One fundamental limit is the size. Optical fibres on an integrated optic chip are ten times wider than the traces on an integrated electronics circuit chip. The crystals have the same cross-section as the fibres, but need a length of about 1 mm and so are much larger than a transistor. Therefore signal traveling times will be large.

A more practical limit is the crystal. Current crystals need light with 1 GW/cm² intensity. And as a typical die (in microelectronics) is about 1 cm², and some absorption takes place, this means kilowatts of power consumption, which only allows pulsed operation, but nanotubes may reduce this in the future.

The biggest advantage in the near future is the synergy with optical telecommunication.

It performs its computation with photons or polaritons as opposed to the more traditional electron-based computation.
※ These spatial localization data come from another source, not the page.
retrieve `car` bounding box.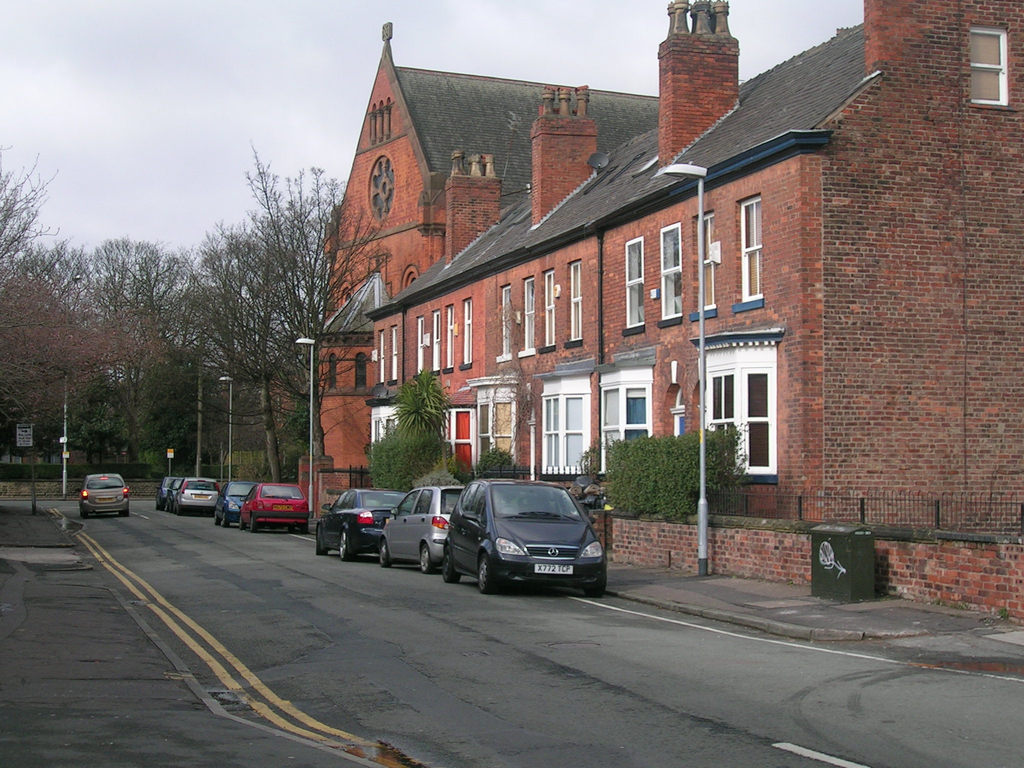
Bounding box: bbox=[159, 473, 171, 504].
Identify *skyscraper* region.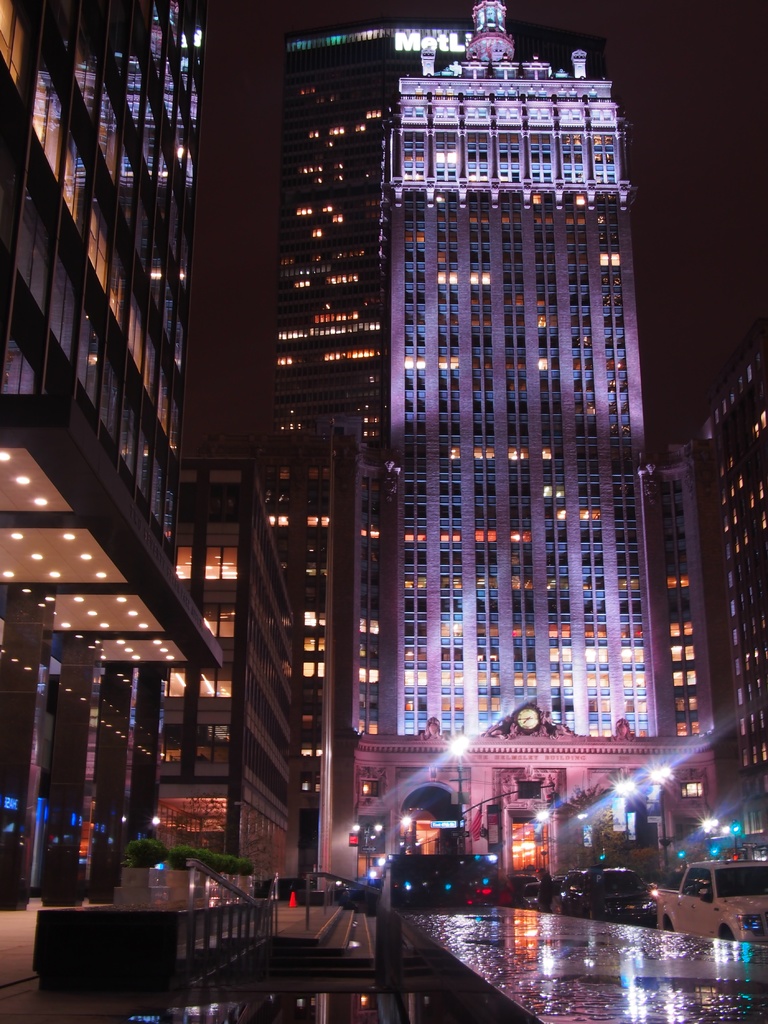
Region: l=0, t=0, r=227, b=977.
Optical computing is a major branch of the study of photonics and polaritonics. Electronics computations sometimes involve communications via photonic pathways. Popular devices of this class include FDDI interfaces. In order to send the information via photons, electronic signals are converted via lasers and the light guided down the optical fiber.

No true optical computers are declassified or otherwise known to exist. Some devices that are best classified as switches have been tested in the laboratory. Transistors that are composed entirely of optical components are themselves still very new and experimental.

A fully functional computer is composed of many transistors. The number of them required to constitute a computer is arguable, but probably at least 10 and more often 1,000,000 transistors are required to do general computing tasks.

Currently, no true optical computers yet exist. The problems of design seem to stem from eliminating the conversion from photons to electrons and back. This conversion is necessary now because we don't have all-optical versions of all the myriad switching devices required by a computer.

Interestingly, modern (normal) electronic computers are taking on significant radio wave properties by themselves. Since the frequency of the system clocks on fast systems has passed the single gigahertz range, circuit designers must consider that any electronic signal varying at such rates will be giving off radio waves at that frequency. This means that a wire in a computer performs the dual function of a conductor of electricity and a waveguide for a gigahertz frequency radio wave.